(An unintended companion piece to yesterday’s blog post.)
During the 1980s, the Clear Creek school district was in dire straits. They couldn’t get money for nothin’.
In 1989, Clear Creek cancelled its football season a week before it began, leaving the Eastern Iowa Hawkeye Conference in the lurch. The Cedar Rapids Gazette said there were 141 students in the entire high school.
The district stretching from the west edge of Iowa City, and Jones Boulevard in North Liberty, over to the Johnson/Iowa county line had aging facilities in Oxford, Tiffin, and even Cosgrove, a map dot 11 miles due west of Kinnick Stadium.
Voters shot down four bond issue proposals in three years. A stripped-down, $800,000 addition in Oxford that did not close the existing school finally made it across the finish line in 1985.
A bit later in time, the Amana school district was looking for a partner. Geographically, Williamsburg would have been a better fit. But Amana Superintendent Gary Pittman told the Gazette, “We found that the only school interested in sending students back to Amana was Clear Creek.”
Clear Creek and Amana began sharing in 1990, with a combined enrollment a shade under 1000 students.
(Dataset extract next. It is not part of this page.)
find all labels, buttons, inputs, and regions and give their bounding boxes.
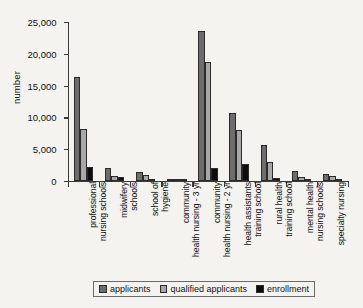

The school in Cosgrove closed.
About five years later, word came that a giant mall was being proposed for the outskirts of Coralville. The western third of the mall fell inside the recently reorganized Clear Creek Amana School District.
Clear Creek Amana has a different bond issue problem now: Voters can’t approve them fast enough. The most recent is for $36 million, 45 times the amount that scraped through in Clear Creek 30-plus years ago. Another planned for 2022 is for replacement of the high school built in 2009, which then would be used for lower grades. An additional 1040 students (80 kids x 13 grades), as are expected over the next five years, would itself constitute the 110th-largest district in the state, enough for a Class 2A football team.
By percentage, Tiffin is the fastest-growing city in Iowa.